Engineering Challenge
This case simulates the buoyancy driven flow of nitrogen in a horizontal cylindrical cavity. A two dimensional cross section is shown below. This geometry consists of two cylinders, a large and small, one inside the other. The smaller cylinder acts as a heat source and is placed inside the larger cylinder to promote fluid motion.
Azore Solution
The flow is laminar with a Rayleigh number of 49,300 and a Prandtl number of 0.706. The flow field inside the cavity is assumed to be two dimensional for this modeling effort. The model domain was discretized using polygonal mesh topology consisting of 5,849 cells and 34,140 faces.
Nitrogen was assumed to be an ideal gas. The cavity pressure was assumed to be constant at atmospheric pressure. The density was assumed to vary according to the ideal gas law. The laminar viscosity was assumed to follow Sutherland's law. A 4th order polynomial for the specific heat of nitrogen was used. The incompressible SIMPLE method was used to couple the momentum and continuity equations. A second order up-winding method was used for the velocity and temperature fields. The inner cylinder was given a constant temperature Tinner=328 K and the outer cylinder was fixed at Touter=300 K. The figures below validate the Azore results through a comparison to published experimental data.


▶ [Assignment]:
What lines in the records below contain the string "Image"? Copy every one.

▶ [Excerpted data]:

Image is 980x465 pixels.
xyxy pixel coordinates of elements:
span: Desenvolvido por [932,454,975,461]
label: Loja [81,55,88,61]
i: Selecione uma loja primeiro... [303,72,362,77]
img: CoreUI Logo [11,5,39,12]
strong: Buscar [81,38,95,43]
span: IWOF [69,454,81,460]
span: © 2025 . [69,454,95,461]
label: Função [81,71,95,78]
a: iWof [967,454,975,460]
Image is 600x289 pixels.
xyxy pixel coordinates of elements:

--

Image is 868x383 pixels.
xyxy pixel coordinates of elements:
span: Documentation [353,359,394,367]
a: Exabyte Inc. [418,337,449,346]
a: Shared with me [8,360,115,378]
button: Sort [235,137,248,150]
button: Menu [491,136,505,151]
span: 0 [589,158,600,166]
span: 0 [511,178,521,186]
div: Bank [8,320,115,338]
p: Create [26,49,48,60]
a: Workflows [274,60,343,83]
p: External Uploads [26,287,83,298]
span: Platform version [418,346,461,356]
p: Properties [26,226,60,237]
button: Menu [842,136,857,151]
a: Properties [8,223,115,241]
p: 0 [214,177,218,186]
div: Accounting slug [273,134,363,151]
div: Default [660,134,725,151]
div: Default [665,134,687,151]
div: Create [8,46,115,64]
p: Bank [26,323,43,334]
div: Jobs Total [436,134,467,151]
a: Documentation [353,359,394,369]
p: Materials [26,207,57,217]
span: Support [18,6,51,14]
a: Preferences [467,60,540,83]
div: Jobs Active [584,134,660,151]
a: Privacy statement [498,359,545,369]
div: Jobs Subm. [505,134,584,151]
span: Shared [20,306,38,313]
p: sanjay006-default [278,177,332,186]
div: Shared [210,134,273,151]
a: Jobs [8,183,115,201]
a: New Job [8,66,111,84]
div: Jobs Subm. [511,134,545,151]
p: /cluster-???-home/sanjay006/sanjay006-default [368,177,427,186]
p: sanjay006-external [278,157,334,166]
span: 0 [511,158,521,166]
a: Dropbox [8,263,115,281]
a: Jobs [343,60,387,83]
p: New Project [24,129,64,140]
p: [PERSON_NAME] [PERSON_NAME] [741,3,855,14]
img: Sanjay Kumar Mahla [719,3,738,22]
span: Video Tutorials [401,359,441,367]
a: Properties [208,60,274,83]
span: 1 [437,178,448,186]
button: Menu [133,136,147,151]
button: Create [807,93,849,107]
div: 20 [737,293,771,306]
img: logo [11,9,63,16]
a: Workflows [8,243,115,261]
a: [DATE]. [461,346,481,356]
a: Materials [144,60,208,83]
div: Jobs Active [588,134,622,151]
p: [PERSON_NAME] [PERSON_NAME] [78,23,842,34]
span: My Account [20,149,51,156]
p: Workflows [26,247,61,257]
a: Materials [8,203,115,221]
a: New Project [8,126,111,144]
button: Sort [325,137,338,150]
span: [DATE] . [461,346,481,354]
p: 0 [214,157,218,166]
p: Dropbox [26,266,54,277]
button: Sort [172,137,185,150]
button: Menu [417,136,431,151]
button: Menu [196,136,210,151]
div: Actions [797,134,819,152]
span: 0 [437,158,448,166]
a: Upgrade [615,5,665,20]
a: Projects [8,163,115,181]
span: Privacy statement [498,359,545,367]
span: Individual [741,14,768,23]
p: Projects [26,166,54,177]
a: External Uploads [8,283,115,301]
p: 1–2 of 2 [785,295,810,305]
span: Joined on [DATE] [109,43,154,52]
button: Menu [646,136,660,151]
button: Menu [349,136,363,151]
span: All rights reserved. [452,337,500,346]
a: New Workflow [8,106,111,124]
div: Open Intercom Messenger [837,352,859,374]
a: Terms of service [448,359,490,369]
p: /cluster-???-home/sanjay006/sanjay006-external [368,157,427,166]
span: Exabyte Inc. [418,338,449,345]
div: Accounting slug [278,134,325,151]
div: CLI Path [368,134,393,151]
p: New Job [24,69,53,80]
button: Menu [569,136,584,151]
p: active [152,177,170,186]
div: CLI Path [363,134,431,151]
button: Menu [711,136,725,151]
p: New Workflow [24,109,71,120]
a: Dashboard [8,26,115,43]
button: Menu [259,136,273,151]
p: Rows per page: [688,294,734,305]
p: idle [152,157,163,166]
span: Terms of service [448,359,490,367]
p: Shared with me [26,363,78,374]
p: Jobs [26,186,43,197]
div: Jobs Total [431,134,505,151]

▶ [Response to this task]:
Image is 980x465 pixels.
Image is 600x289 pixels.
Image is 868x383 pixels.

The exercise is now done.